Hey folks, forgive the potentially dumb question.<p>I've been using standard RDBMSs (mostly MySQL and PostgreSQL) for a little over 20 years, but I've never dabbled in Data Warehouses. I'm trying to understand the technical differences between the two.<p>The top answer on (my) google search for "differences between a database and a data warehouse" is that "a database is any collection of data organized for storage, accessibility, and retrieval. A data warehouse is a type of database the integrates copies of transaction data from disparate source systems and provisions them for analytical use."<p>That speaks more to the purpose of the Data Warehouse, and less to its underlying structure.<p>I've also come across articles that espouse the benefits of a Data Warehouse in terms of OLAP (versus OLTP). I understand the basic premise of this, but yeah I'm just trying to picture what it is about a Data Warehouse under the hood that makes it superior.<p>Can you kind folks please point me in the right direction? Technical depth welcome.<p>Thanks!
IME a warehouse is usually accommodating of structured and unstructured data, has decoupled storage and compute, and is optimized for analytics/big data (as opposed to app-tier databases which are normally optimized for throughput).<p>I think the buzzword is really centered around intent, not actual technical ability. You _could_ use Postgres as a data warehouse, given it supports JSON types, but you wouldn't be taking advantage of all the innovation that's gone into the warehousing space.
I don't think there's an "under the hood" to speak of. A Data Warehouse could be built out of RDBMSs or something else.<p>I think it's mostly a buzzword, but if I had to define it, I'd say that it's a data store which isn't directly involved in operating your product, rather, it's data that you gathered and stored outside of the product, to allow data geeks to run their analysis jobs without them needing to touch your production database.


WHAT NEEDS TO BE DONE
Write out all of the records below precisely as given, omitting the images.

RECORDS FOR THE TASK
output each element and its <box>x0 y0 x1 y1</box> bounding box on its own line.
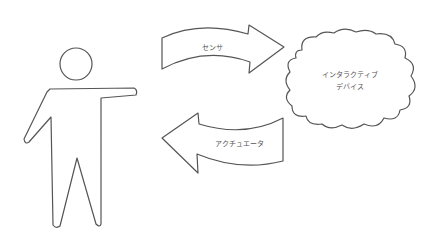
actuator-label: アクチュエータ <box>215 138 264 148</box>
device-label-line2: デバイス <box>336 81 364 91</box>
device-label-line1: インタラクティブ <box>322 69 378 79</box>
person-head <box>60 48 92 80</box>
sensor-label: センサ <box>202 42 223 52</box>
diagram-canvas <box>0 0 440 243</box>
person-figure <box>24 48 137 227</box>
sensor-arrow <box>162 25 284 73</box>
person-body <box>24 88 137 227</box>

EXERCISE SOLUTION
output each element and its <box>x0 y0 x1 y1</box> bounding box on its own line.
actuator-label: アクチュエータ <box>215 138 264 148</box>
device-label-line2: デバイス <box>336 81 364 91</box>
device-label-line1: インタラクティブ <box>322 69 378 79</box>
person-head <box>60 48 92 80</box>
sensor-label: センサ <box>202 42 223 52</box>
diagram-canvas <box>0 0 440 243</box>
person-figure <box>24 48 137 227</box>
sensor-arrow <box>162 25 284 73</box>
person-body <box>24 88 137 227</box>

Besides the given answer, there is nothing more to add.